I spent New Year’s Eve and Day in bed with a wicked cold (caught from the germ-tastic aquarium, no doubt) and I’m a little wobbly today, but I’m up. Not quite up to leaving the house yet, but at least I’m (literally) standing at my standing desk as I type this.
And I’m thinking about my word of the year. Lots of people do it–I certainly didn’t come up with it–but this tool has been helpful to me in years past.
This year it’s easy: REPLENISH
It’s easy because that’s what my new collection of essays is about. Each month, I’m trying a new creative endeavor in the hopes of replenishing my spirit, body, mind, and soul, and at the end of the month, I write about how it went. Without spoiling the last essay which I sent out on the last day of the year, the Reading Month went way better than I’d expected it to.
This month, January, is about Home, making and shaping it into the best place it can be. It’s funny, yesterday was the first day of the new year, and my reading challenge was officially over as the home challenge geared up, but because I was sick, I wasn’t thinking about any of that. I just wanted to read, because the refound habit of reading deeply really sunk in over December.

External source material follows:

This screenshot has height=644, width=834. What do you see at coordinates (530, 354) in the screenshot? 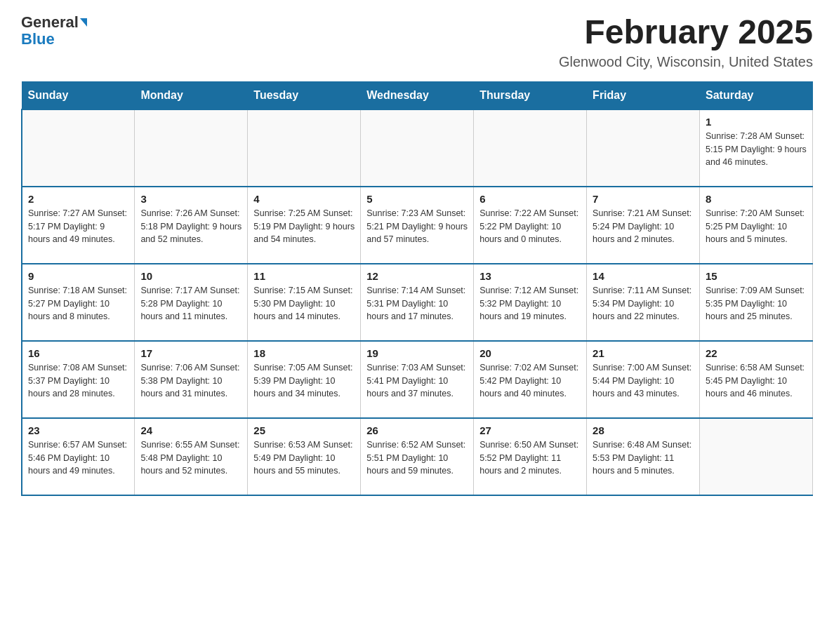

And I wanted to read, specifically, a memoir about building home (DO leave me a comment if you know a great one). I loved Dee Williams’s Big Tiny, and I wanted something like that. I found Hammer Head by Nina MacLaughlin, a book about a journalist who becomes a carpenter when writing clickbait got too much. It’s exactly what I wanted. It wasn’t until I’d click Buy that I realized I was feeding the January challenge–I’d completely forgotten.

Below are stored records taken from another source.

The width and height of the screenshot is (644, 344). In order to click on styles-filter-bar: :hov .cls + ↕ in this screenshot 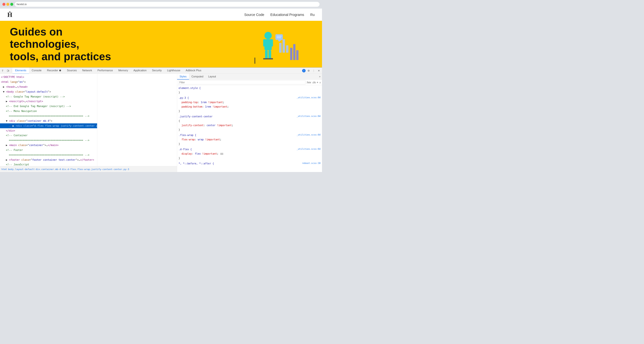, I will do `click(250, 82)`. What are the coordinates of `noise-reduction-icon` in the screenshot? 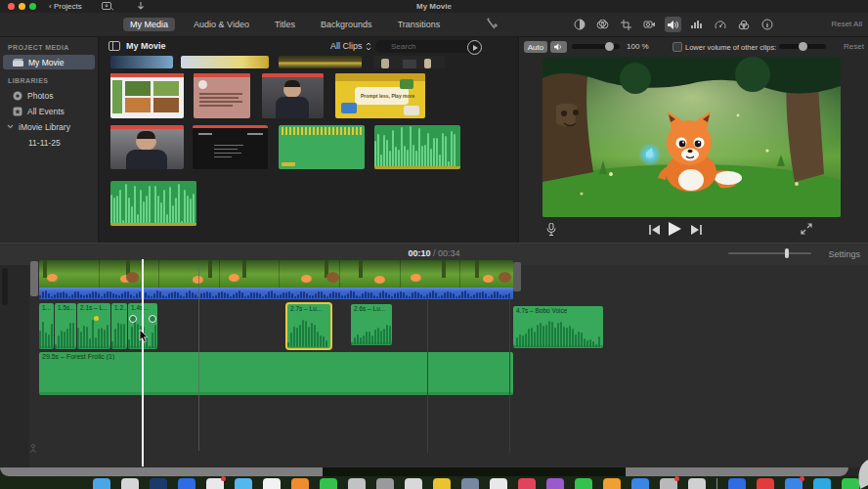 It's located at (696, 24).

I loved realizing that the reading challenge will follow me into each of the next eleven challenges. This should have been obvious, but it wasn’t, and it was delightful to discover. (For people new to the challenge, I’m replenishing my creative spirit by doing things I want to do in my downtime instead of reading social media or frittering away time watching TV or other mindless activities. One reader thought I was doing this as my job, which I wish I was wealthy enough to do. Nope, still working 40+ hours a week writing. But I can’t complain about that because I love love love love it.)
So. What’s YOUR word for 2018? Leave a comment – I’d love to know.
Marta says
Practice
ElizabethD says
Act
Marrije says
Mine is ‘space’: Creating it, using it, claiming it. First time I’ve actively chosen a word for the year, and I think I like it 🙂
Robynn says
“Less is more”. I’ve not found word-of-the-year very helpful in the past, but this year I have a very strong commitment to this motto; it’s risen up from deep in me and applies to so much.
Shelly Gilliland says
My word for 2018 is UNTETHERED. Gonna see where that takes me!